Isabel Hardman Isabel Hardman

Is he or isn’t he a racist? Why politicians don’t want to give a straight answer about Farage

Mainstream politicians, never known for giving a straight answer, have been giving particularly wibbly and unclear responses to one particular question today. Is Nigel Farage a racist and was what he said about Romanians moving in next door racist?

Ed Miliband did pick a particularly tortured definition of what Nigel Farage had said when asked about it on the Today programme. It was a ‘racial slur’ but Farage is not a racist, or at least, Miliband didn’t want to make politics more ‘disagreeable’ by accusing Farage of being a racist. But he did say that Farage was right to apologise. Helpfully, Nick Griffin pitched in to tell BBC News that Farage wasn’t racist, presumably on the basis that it takes one to know one.

David Cameron decided that he would leave others to judge whether Farage was a racist, which is a very unusual example of a politician not intervening in a debate to give their own judgement. He told BBC News:

‘I think he has said in recent days some really pretty unpleasant things and he even himself has had to admit that he got it wrong. So I’ll leave others to judge, but what I’ve heard from some of the candidates, some of the donors to the party is a succession of pretty appalling things.’

Why are the party leaders dancing so carefully around what they think of Nigel Farage? The first reason is that Ukip is not a racist party and so to brand it as such would be a lie. Perhaps there is also confusion over whether stereotyping of Romanians is xenophobic rather than racist.

But the second is that to brand Ukip and Nigel Farage racist would also damage the three parties, who are all bleeding voters to Ukip. David Cameron may have upped his aggression on Ukip in the past couple of weeks, but he is still keeping his language in check, and tries to gloss over the ‘fruitcakes, loonies and closet racists’ line of yesteryear. Miliband meanwhile needs to avoid straying into Gillian Duffy-style behaviour and conflating concern about immigration with racism.

Both men know that these sorts of approaches feed the Ukip persecution complex no end, which in turn helps the party to recruit supporters. The sense that you are being persecuted by mainstream politicians and the press makes you pull together as a band of voters, not separate. Hence the careful words of the normally plain-speaking Eric Pickles at the weekend, and of Ed Miliband and then David Cameron today.

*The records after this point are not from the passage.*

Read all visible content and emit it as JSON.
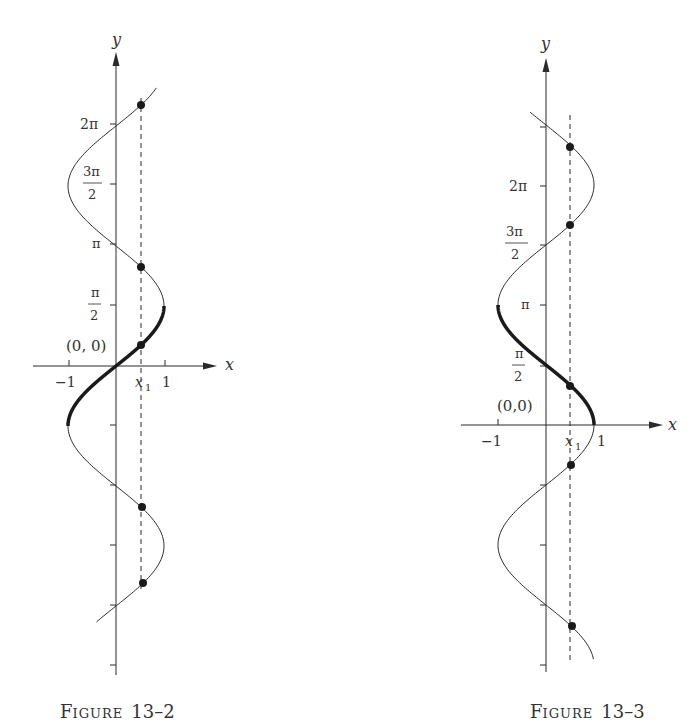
{
  "chart_data": [
    {
      "type": "line",
      "title": "",
      "caption": "Figure 13–2",
      "function": "x = sin y",
      "xlabel": "x",
      "ylabel": "y",
      "x_ticks": [
        "-1",
        "x1",
        "1"
      ],
      "x_tick_values": [
        -1,
        0.52,
        1
      ],
      "y_ticks": [
        "π/2",
        "π",
        "3π/2",
        "2π"
      ],
      "y_tick_values": [
        1.5708,
        3.1416,
        4.7124,
        6.2832
      ],
      "origin_label": "(0, 0)",
      "heavy_segment": {
        "y_from": -1.5708,
        "y_to": 1.5708
      },
      "curve_y_range": [
        -6.7,
        7.28
      ],
      "x1": 0.52,
      "marked_points": [
        {
          "x": 0.52,
          "y": 6.83
        },
        {
          "x": 0.52,
          "y": 2.594
        },
        {
          "x": 0.52,
          "y": 0.547
        },
        {
          "x": 0.52,
          "y": -3.689
        },
        {
          "x": 0.52,
          "y": -5.736
        }
      ],
      "dashed_line": "vertical at x = x1"
    },
    {
      "type": "line",
      "title": "",
      "caption": "Figure 13–3",
      "function": "x = cos y",
      "xlabel": "x",
      "ylabel": "y",
      "x_ticks": [
        "-1",
        "x1",
        "1"
      ],
      "x_tick_values": [
        -1,
        0.5,
        1
      ],
      "y_ticks": [
        "π/2",
        "π",
        "3π/2",
        "2π"
      ],
      "y_tick_values": [
        1.5708,
        3.1416,
        4.7124,
        6.2832
      ],
      "origin_label": "(0, 0)",
      "heavy_segment": {
        "y_from": 0,
        "y_to": 3.1416
      },
      "curve_y_range": [
        -6.13,
        8.19
      ],
      "x1": 0.5,
      "marked_points": [
        {
          "x": 0.5,
          "y": 7.33
        },
        {
          "x": 0.5,
          "y": 5.236
        },
        {
          "x": 0.5,
          "y": 1.047
        },
        {
          "x": 0.5,
          "y": -1.047
        },
        {
          "x": 0.5,
          "y": -5.236
        }
      ],
      "dashed_line": "vertical at x = x1"
    }
  ],
  "fig1": {
    "axis_x": "x",
    "axis_y": "y",
    "tick_neg1": "−1",
    "tick_pos1": "1",
    "tick_x1": "x",
    "tick_x1_sub": "1",
    "y_2pi": "2π",
    "y_3pi_num": "3π",
    "y_3pi_den": "2",
    "y_pi": "π",
    "y_pi2_num": "π",
    "y_pi2_den": "2",
    "origin": "(0, 0)",
    "caption_F": "F",
    "caption_rest": "IGURE",
    "caption_num": "13–2"
  },
  "fig2": {
    "axis_x": "x",
    "axis_y": "y",
    "tick_neg1": "−1",
    "tick_pos1": "1",
    "tick_x1": "x",
    "tick_x1_sub": "1",
    "y_2pi": "2π",
    "y_3pi_num": "3π",
    "y_3pi_den": "2",
    "y_pi": "π",
    "y_pi2_num": "π",
    "y_pi2_den": "2",
    "origin": "(0,0)",
    "caption_F": "F",
    "caption_rest": "IGURE",
    "caption_num": "13–3"
  },
  "colors": {
    "ink": "#2a2a2a",
    "background": "#ffffff"
  }
}
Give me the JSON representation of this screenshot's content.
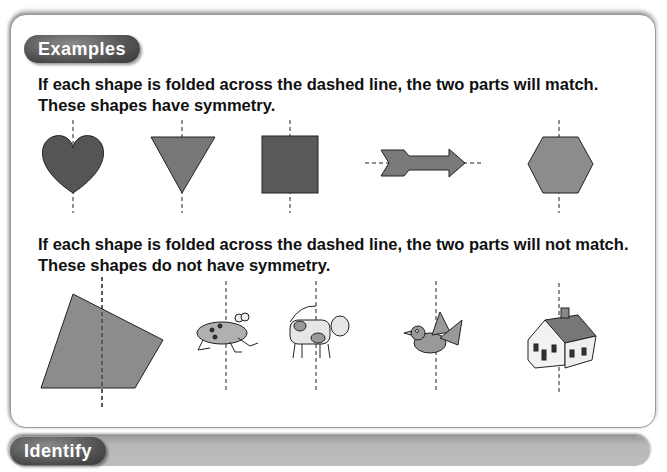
{
  "sections": {
    "examples": {
      "label": "Examples",
      "symmetric_text_line1": "If each shape is folded across the dashed line, the two parts will match.",
      "symmetric_text_line2": "These shapes have symmetry.",
      "symmetric_shapes": [
        "heart",
        "triangle",
        "square",
        "arrow",
        "hexagon"
      ],
      "asymmetric_text_line1": "If each shape is folded across the dashed line, the two parts will not match.",
      "asymmetric_text_line2": "These shapes do not have symmetry.",
      "asymmetric_shapes": [
        "quadrilateral",
        "frog",
        "cow",
        "bird",
        "house"
      ]
    },
    "identify": {
      "label": "Identify"
    }
  },
  "colors": {
    "shape_dark": "#555555",
    "shape_mid": "#8c8c8c",
    "pill": "#4a4a4a"
  }
}
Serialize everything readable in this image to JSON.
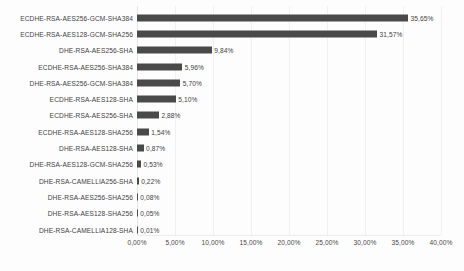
{
  "chart_data": {
    "type": "bar",
    "orientation": "horizontal",
    "title": "",
    "xlabel": "",
    "ylabel": "",
    "xlim": [
      0,
      40
    ],
    "grid": true,
    "legend": false,
    "value_suffix": "%",
    "decimal_separator": ",",
    "categories": [
      "ECDHE-RSA-AES256-GCM-SHA384",
      "ECDHE-RSA-AES128-GCM-SHA256",
      "DHE-RSA-AES256-SHA",
      "ECDHE-RSA-AES256-SHA384",
      "DHE-RSA-AES256-GCM-SHA384",
      "ECDHE-RSA-AES128-SHA",
      "ECDHE-RSA-AES256-SHA",
      "ECDHE-RSA-AES128-SHA256",
      "DHE-RSA-AES128-SHA",
      "DHE-RSA-AES128-GCM-SHA256",
      "DHE-RSA-CAMELLIA256-SHA",
      "DHE-RSA-AES256-SHA256",
      "DHE-RSA-AES128-SHA256",
      "DHE-RSA-CAMELLIA128-SHA"
    ],
    "values": [
      35.65,
      31.57,
      9.84,
      5.96,
      5.7,
      5.1,
      2.88,
      1.54,
      0.87,
      0.53,
      0.22,
      0.08,
      0.05,
      0.01
    ],
    "value_labels": [
      "35,65%",
      "31,57%",
      "9,84%",
      "5,96%",
      "5,70%",
      "5,10%",
      "2,88%",
      "1,54%",
      "0,87%",
      "0,53%",
      "0,22%",
      "0,08%",
      "0,05%",
      "0,01%"
    ],
    "xticks": [
      0,
      5,
      10,
      15,
      20,
      25,
      30,
      35,
      40
    ],
    "xtick_labels": [
      "0,00%",
      "5,00%",
      "10,00%",
      "15,00%",
      "20,00%",
      "25,00%",
      "30,00%",
      "35,00%",
      "40,00%"
    ],
    "bar_color": "#4a4a4a",
    "grid_color": "#f0f0f0",
    "text_color": "#3f3f3f",
    "background_color": "#fdfdfd"
  }
}
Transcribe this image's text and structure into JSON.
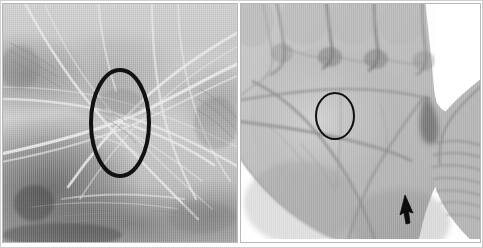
{
  "figure": {
    "background_color": "#ffffff",
    "frame_color": "#b8b8b8",
    "width": 483,
    "height": 248,
    "panel_count": 2
  },
  "panels": [
    {
      "id": "left",
      "name": "magnified-palm-skin-panel",
      "caption": "",
      "description": "Magnified grayscale close-up of palmar skin showing ridge and crease detail",
      "image_kind": "grayscale-photograph",
      "tone": "mid-gray",
      "x": 2,
      "y": 3,
      "width": 236,
      "height": 240,
      "annotations": [
        {
          "name": "ellipse-marker",
          "shape": "ellipse",
          "color": "#111111",
          "stroke_width": 4,
          "center_x": 118,
          "center_y": 120,
          "radius_x": 29,
          "radius_y": 53,
          "label": ""
        }
      ]
    },
    {
      "id": "right",
      "name": "whole-palm-panel",
      "caption": "",
      "description": "Grayscale photograph of an open right palm with four fingers cropped at top and the thumb at the right",
      "image_kind": "grayscale-photograph",
      "tone": "light-gray",
      "x": 240,
      "y": 3,
      "width": 241,
      "height": 240,
      "annotations": [
        {
          "name": "ellipse-marker",
          "shape": "ellipse",
          "color": "#111111",
          "stroke_width": 2,
          "center_x": 95,
          "center_y": 113,
          "radius_x": 19,
          "radius_y": 23,
          "label": ""
        },
        {
          "name": "arrow-marker",
          "shape": "arrow",
          "direction": "up",
          "color": "#0d0d0d",
          "tip_x": 165,
          "tip_y": 192,
          "length": 25,
          "label": ""
        }
      ]
    }
  ],
  "colors": {
    "background": "#ffffff",
    "frame": "#b8b8b8",
    "annotation": "#111111",
    "skin_light": "#d8d8d8",
    "skin_mid": "#b4b4b4",
    "skin_dark": "#6e6e6e"
  },
  "text_elements": []
}
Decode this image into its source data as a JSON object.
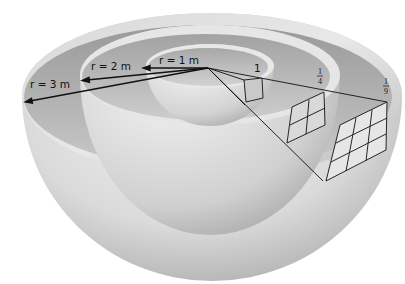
{
  "figure": {
    "shells": [
      {
        "radius_label": "r = 1 m",
        "area_fraction_label": "1",
        "grid": "1x1"
      },
      {
        "radius_label": "r = 2 m",
        "area_fraction_label": "1/4",
        "grid": "2x2"
      },
      {
        "radius_label": "r = 3 m",
        "area_fraction_label": "1/9",
        "grid": "3x3"
      }
    ],
    "fractions": {
      "one": "1",
      "quarter_num": "1",
      "quarter_den": "4",
      "ninth_num": "1",
      "ninth_den": "9"
    },
    "colors": {
      "background": "#ffffff",
      "shell_light": "#f2f2f2",
      "shell_mid": "#cfcfcf",
      "shell_dark": "#9e9e9e",
      "line": "#111111"
    }
  }
}
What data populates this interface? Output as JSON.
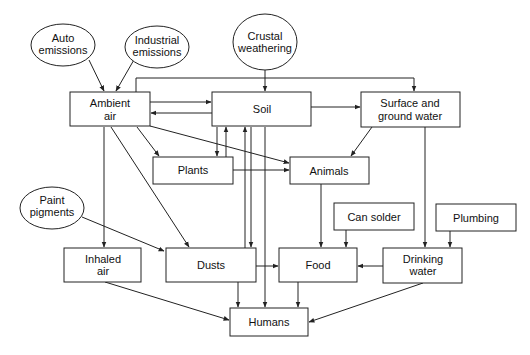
{
  "diagram": {
    "type": "flow",
    "nodes": {
      "auto": {
        "lines": [
          "Auto",
          "emissions"
        ],
        "shape": "ellipse"
      },
      "industrial": {
        "lines": [
          "Industrial",
          "emissions"
        ],
        "shape": "ellipse"
      },
      "crustal": {
        "lines": [
          "Crustal",
          "weathering"
        ],
        "shape": "ellipse"
      },
      "ambient": {
        "lines": [
          "Ambient",
          "air"
        ],
        "shape": "box"
      },
      "soil": {
        "lines": [
          "Soil"
        ],
        "shape": "box"
      },
      "surface": {
        "lines": [
          "Surface and",
          "ground water"
        ],
        "shape": "box"
      },
      "plants": {
        "lines": [
          "Plants"
        ],
        "shape": "box"
      },
      "animals": {
        "lines": [
          "Animals"
        ],
        "shape": "box"
      },
      "paint": {
        "lines": [
          "Paint",
          "pigments"
        ],
        "shape": "ellipse"
      },
      "inhaled": {
        "lines": [
          "Inhaled",
          "air"
        ],
        "shape": "box"
      },
      "dusts": {
        "lines": [
          "Dusts"
        ],
        "shape": "box"
      },
      "cansolder": {
        "lines": [
          "Can solder"
        ],
        "shape": "box"
      },
      "plumbing": {
        "lines": [
          "Plumbing"
        ],
        "shape": "box"
      },
      "food": {
        "lines": [
          "Food"
        ],
        "shape": "box"
      },
      "drinking": {
        "lines": [
          "Drinking",
          "water"
        ],
        "shape": "box"
      },
      "humans": {
        "lines": [
          "Humans"
        ],
        "shape": "box"
      }
    },
    "edges": [
      [
        "Auto emissions",
        "Ambient air"
      ],
      [
        "Industrial emissions",
        "Ambient air"
      ],
      [
        "Crustal weathering",
        "Soil"
      ],
      [
        "Ambient air",
        "Surface and ground water"
      ],
      [
        "Ambient air",
        "Soil"
      ],
      [
        "Soil",
        "Ambient air"
      ],
      [
        "Soil",
        "Surface and ground water"
      ],
      [
        "Ambient air",
        "Plants"
      ],
      [
        "Ambient air",
        "Animals"
      ],
      [
        "Ambient air",
        "Inhaled air"
      ],
      [
        "Ambient air",
        "Dusts"
      ],
      [
        "Soil",
        "Plants"
      ],
      [
        "Plants",
        "Soil"
      ],
      [
        "Dusts",
        "Soil"
      ],
      [
        "Soil",
        "Dusts"
      ],
      [
        "Soil",
        "Humans"
      ],
      [
        "Plants",
        "Animals"
      ],
      [
        "Surface and ground water",
        "Animals"
      ],
      [
        "Surface and ground water",
        "Drinking water"
      ],
      [
        "Paint pigments",
        "Dusts"
      ],
      [
        "Animals",
        "Food"
      ],
      [
        "Can solder",
        "Food"
      ],
      [
        "Plumbing",
        "Drinking water"
      ],
      [
        "Dusts",
        "Food"
      ],
      [
        "Drinking water",
        "Food"
      ],
      [
        "Inhaled air",
        "Humans"
      ],
      [
        "Dusts",
        "Humans"
      ],
      [
        "Food",
        "Humans"
      ],
      [
        "Drinking water",
        "Humans"
      ]
    ]
  }
}
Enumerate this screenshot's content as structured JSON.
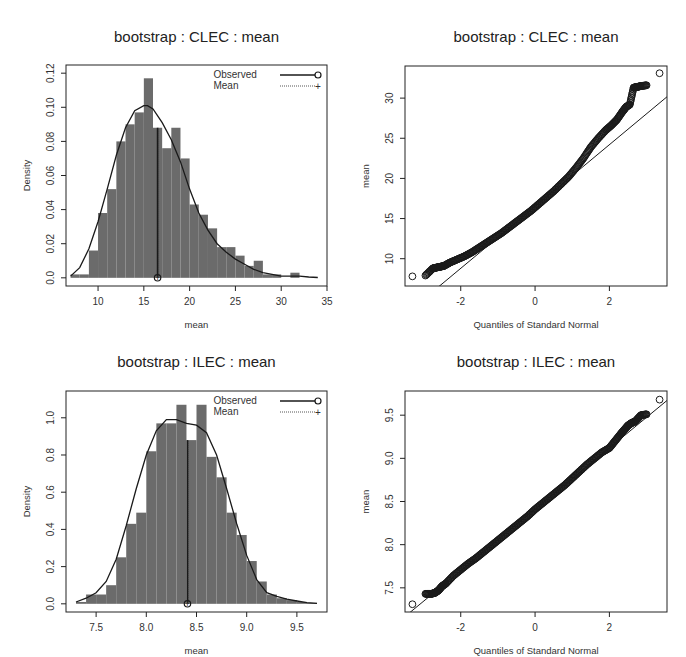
{
  "figure": {
    "width": 686,
    "height": 657,
    "bar_color": "#6b6b6b",
    "line_color": "#1a1a1a",
    "legend": {
      "observed_label": "Observed",
      "mean_label": "Mean"
    }
  },
  "chart_data": [
    {
      "id": "clec-hist",
      "type": "bar",
      "title": "bootstrap : CLEC : mean",
      "xlabel": "mean",
      "ylabel": "Density",
      "xlim": [
        6.5,
        35
      ],
      "ylim": [
        0,
        0.12
      ],
      "xticks": [
        10,
        15,
        20,
        25,
        30,
        35
      ],
      "yticks": [
        "0.0",
        "0.02",
        "0.04",
        "0.06",
        "0.08",
        "0.10",
        "0.12"
      ],
      "ytick_values": [
        0,
        0.02,
        0.04,
        0.06,
        0.08,
        0.1,
        0.12
      ],
      "bin_width": 1,
      "bin_starts": [
        7,
        8,
        9,
        10,
        11,
        12,
        13,
        14,
        15,
        16,
        17,
        18,
        19,
        20,
        21,
        22,
        23,
        24,
        25,
        26,
        27,
        28,
        29,
        30,
        31
      ],
      "values": [
        0.002,
        0.002,
        0.016,
        0.038,
        0.052,
        0.08,
        0.09,
        0.097,
        0.117,
        0.088,
        0.076,
        0.088,
        0.07,
        0.043,
        0.037,
        0.029,
        0.018,
        0.018,
        0.013,
        0.007,
        0.01,
        0.002,
        0.002,
        0.0,
        0.003
      ],
      "density_curve": {
        "x": [
          7,
          8,
          9,
          10,
          11,
          12,
          13,
          14,
          15,
          15.4,
          16,
          17,
          18,
          19,
          20,
          21,
          22,
          23,
          24,
          25,
          26,
          27,
          28,
          29,
          30,
          31,
          32,
          33,
          34
        ],
        "y": [
          0.001,
          0.006,
          0.017,
          0.033,
          0.052,
          0.072,
          0.088,
          0.098,
          0.101,
          0.101,
          0.099,
          0.091,
          0.081,
          0.068,
          0.052,
          0.038,
          0.028,
          0.02,
          0.015,
          0.011,
          0.008,
          0.005,
          0.003,
          0.002,
          0.001,
          0.001,
          0.001,
          0.0005,
          0.0002
        ]
      },
      "observed": 16.5,
      "mean": 16.5,
      "legend": [
        "Observed",
        "Mean"
      ],
      "legend_position": "topright",
      "grid": false
    },
    {
      "id": "clec-qq",
      "type": "scatter",
      "title": "bootstrap : CLEC : mean",
      "xlabel": "Quantiles of Standard Normal",
      "ylabel": "mean",
      "xlim": [
        -3.5,
        3.55
      ],
      "ylim": [
        6.6,
        34
      ],
      "xticks": [
        -2,
        0,
        2
      ],
      "yticks": [
        10,
        15,
        20,
        25,
        30
      ],
      "qq_line": {
        "intercept": 16.5,
        "slope": 3.85
      },
      "points": {
        "x": [
          -3.3,
          -2.95,
          -2.75,
          -2.65,
          -2.55,
          -2.45,
          -2.3,
          -2.1,
          -1.9,
          -1.7,
          -1.5,
          -1.3,
          -1.1,
          -0.9,
          -0.7,
          -0.5,
          -0.3,
          -0.1,
          0.1,
          0.3,
          0.5,
          0.7,
          0.9,
          1.1,
          1.3,
          1.5,
          1.7,
          1.9,
          2.05,
          2.2,
          2.35,
          2.45,
          2.55,
          2.65,
          2.75,
          2.85,
          3.0,
          3.35
        ],
        "y": [
          7.8,
          7.9,
          8.8,
          8.9,
          9.0,
          9.1,
          9.5,
          9.9,
          10.3,
          10.8,
          11.4,
          12.0,
          12.6,
          13.2,
          13.9,
          14.6,
          15.3,
          16.0,
          16.8,
          17.6,
          18.4,
          19.3,
          20.2,
          21.3,
          22.5,
          23.9,
          25.0,
          26.0,
          26.6,
          27.3,
          28.3,
          28.9,
          29.2,
          31.3,
          31.4,
          31.5,
          31.6,
          33.1
        ]
      },
      "grid": false
    },
    {
      "id": "ilec-hist",
      "type": "bar",
      "title": "bootstrap : ILEC : mean",
      "xlabel": "mean",
      "ylabel": "Density",
      "xlim": [
        7.2,
        9.8
      ],
      "ylim": [
        0,
        1.1
      ],
      "xticks": [
        "7.5",
        "8.0",
        "8.5",
        "9.0",
        "9.5"
      ],
      "xtick_values": [
        7.5,
        8.0,
        8.5,
        9.0,
        9.5
      ],
      "yticks": [
        "0.0",
        "0.2",
        "0.4",
        "0.6",
        "0.8",
        "1.0"
      ],
      "ytick_values": [
        0,
        0.2,
        0.4,
        0.6,
        0.8,
        1.0
      ],
      "bin_width": 0.1,
      "bin_starts": [
        7.3,
        7.4,
        7.5,
        7.6,
        7.7,
        7.8,
        7.9,
        8.0,
        8.1,
        8.2,
        8.3,
        8.4,
        8.5,
        8.6,
        8.7,
        8.8,
        8.9,
        9.0,
        9.1,
        9.2,
        9.3,
        9.4,
        9.5,
        9.6
      ],
      "values": [
        0.01,
        0.05,
        0.05,
        0.1,
        0.25,
        0.43,
        0.49,
        0.82,
        0.97,
        0.97,
        1.07,
        0.88,
        1.07,
        0.79,
        0.68,
        0.49,
        0.37,
        0.23,
        0.12,
        0.05,
        0.03,
        0.02,
        0.01,
        0.005
      ],
      "density_curve": {
        "x": [
          7.3,
          7.4,
          7.5,
          7.6,
          7.7,
          7.8,
          7.9,
          8.0,
          8.1,
          8.2,
          8.3,
          8.4,
          8.5,
          8.6,
          8.7,
          8.8,
          8.9,
          9.0,
          9.1,
          9.2,
          9.3,
          9.4,
          9.5,
          9.6,
          9.7
        ],
        "y": [
          0.01,
          0.03,
          0.06,
          0.12,
          0.24,
          0.42,
          0.62,
          0.8,
          0.93,
          0.99,
          0.99,
          0.97,
          0.96,
          0.92,
          0.8,
          0.62,
          0.43,
          0.26,
          0.13,
          0.06,
          0.04,
          0.025,
          0.015,
          0.006,
          0.002
        ]
      },
      "observed": 8.41,
      "mean": 8.41,
      "legend": [
        "Observed",
        "Mean"
      ],
      "legend_position": "topright",
      "grid": false
    },
    {
      "id": "ilec-qq",
      "type": "scatter",
      "title": "bootstrap : ILEC : mean",
      "xlabel": "Quantiles of Standard Normal",
      "ylabel": "mean",
      "xlim": [
        -3.5,
        3.55
      ],
      "ylim": [
        7.22,
        9.78
      ],
      "xticks": [
        -2,
        0,
        2
      ],
      "yticks": [
        "7.5",
        "8.0",
        "8.5",
        "9.0",
        "9.5"
      ],
      "ytick_values": [
        7.5,
        8.0,
        8.5,
        9.0,
        9.5
      ],
      "qq_line": {
        "intercept": 8.41,
        "slope": 0.355
      },
      "points": {
        "x": [
          -3.3,
          -2.95,
          -2.8,
          -2.7,
          -2.6,
          -2.5,
          -2.4,
          -2.2,
          -2.0,
          -1.8,
          -1.6,
          -1.4,
          -1.2,
          -1.0,
          -0.8,
          -0.6,
          -0.4,
          -0.2,
          0.0,
          0.2,
          0.4,
          0.6,
          0.8,
          1.0,
          1.2,
          1.4,
          1.6,
          1.8,
          2.0,
          2.15,
          2.3,
          2.4,
          2.5,
          2.6,
          2.7,
          2.85,
          3.0,
          3.35
        ],
        "y": [
          7.31,
          7.43,
          7.43,
          7.44,
          7.47,
          7.52,
          7.55,
          7.64,
          7.71,
          7.78,
          7.84,
          7.91,
          7.98,
          8.05,
          8.12,
          8.19,
          8.26,
          8.33,
          8.41,
          8.48,
          8.55,
          8.62,
          8.69,
          8.77,
          8.85,
          8.93,
          9.0,
          9.07,
          9.12,
          9.2,
          9.28,
          9.33,
          9.38,
          9.41,
          9.43,
          9.5,
          9.51,
          9.68
        ]
      },
      "grid": false
    }
  ]
}
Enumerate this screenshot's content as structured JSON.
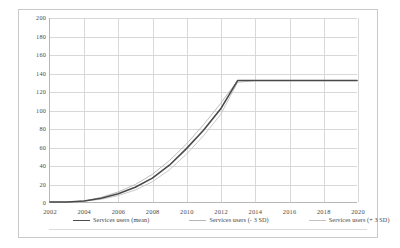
{
  "chart_data": {
    "type": "line",
    "title": "",
    "xlabel": "",
    "ylabel": "",
    "xlim": [
      2002,
      2020
    ],
    "ylim": [
      0,
      200
    ],
    "ytick_step": 20,
    "xtick_step": 2,
    "grid": true,
    "legend_position": "bottom",
    "xticks": [
      "2002",
      "2004",
      "2006",
      "2008",
      "2010",
      "2012",
      "2014",
      "2016",
      "2018",
      "2020"
    ],
    "yticks": [
      "0",
      "20",
      "40",
      "60",
      "80",
      "100",
      "120",
      "140",
      "160",
      "180",
      "200"
    ],
    "x": [
      2002,
      2003,
      2004,
      2005,
      2006,
      2007,
      2008,
      2009,
      2010,
      2011,
      2012,
      2013,
      2014,
      2015,
      2016,
      2017,
      2018,
      2019,
      2020
    ],
    "series": [
      {
        "name": "Services users (mean)",
        "color": "#4a4a4a",
        "width": 1.6,
        "values": [
          0,
          0,
          1,
          4,
          9,
          16,
          26,
          40,
          58,
          78,
          101,
          132,
          132,
          132,
          132,
          132,
          132,
          132,
          132
        ]
      },
      {
        "name": "Services users (- 3 SD)",
        "color": "#b5b5b5",
        "width": 0.9,
        "values": [
          0,
          0,
          1,
          5,
          11,
          19,
          30,
          45,
          63,
          84,
          107,
          132,
          132,
          132,
          132,
          132,
          132,
          132,
          132
        ]
      },
      {
        "name": "Services users (+ 3 SD)",
        "color": "#c2c2c2",
        "width": 0.9,
        "values": [
          0,
          0,
          1,
          3,
          7,
          13,
          22,
          35,
          52,
          72,
          95,
          130,
          132,
          132,
          132,
          132,
          132,
          132,
          132
        ]
      }
    ],
    "plateau_value": 132,
    "plateau_start_year": 2013
  },
  "legend": {
    "items": [
      {
        "label": "Services users (mean)",
        "color": "#4a4a4a",
        "thickness": "1.6px"
      },
      {
        "label": "Services users (- 3 SD)",
        "color": "#b5b5b5",
        "thickness": "1px"
      },
      {
        "label": "Services users (+ 3 SD)",
        "color": "#c2c2c2",
        "thickness": "1px"
      }
    ]
  },
  "colors": {
    "frame": "#c9c9c9",
    "grid": "#d8d8d8",
    "axis": "#b6b6b6",
    "text": "#4a4a4a",
    "background": "#ffffff"
  }
}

But then other MPs lower down the ranks think it’s worth accusing Farage of making racist comments. David Lammy told the Daily Politics that ‘what Nigel Farage said over the weekend was racist. So I’m clear: he’s a racist’. The Labour MP did try to avoid contrasting what he had said with Miliband’s earlier comments, saying ‘I think it’s not helpful to get into a pedantic discussion over the difference between a racial slur and racism. He is the leader of a national party. He should not be slurring whole communities of Romanians and describing them as bandits and criminals’.

Yvette Cooper also told ITV News that ‘it’s not racist to be worried about immigration or to want stronger controls, but it is racist to somehow stir up fears about Romanians living next door. So Ukip should say they were wrong on that’.

For once, then, it’s the Conservatives who have a united voice on Ukip, even if they are disguising what they really think behind careful words. Labour may want to develop a party line too on the is-he-or-isn’t-he-racist question before the entire PLP finds itself being surveyed as to whether it agrees with Miliband or with Cooper and Lammy.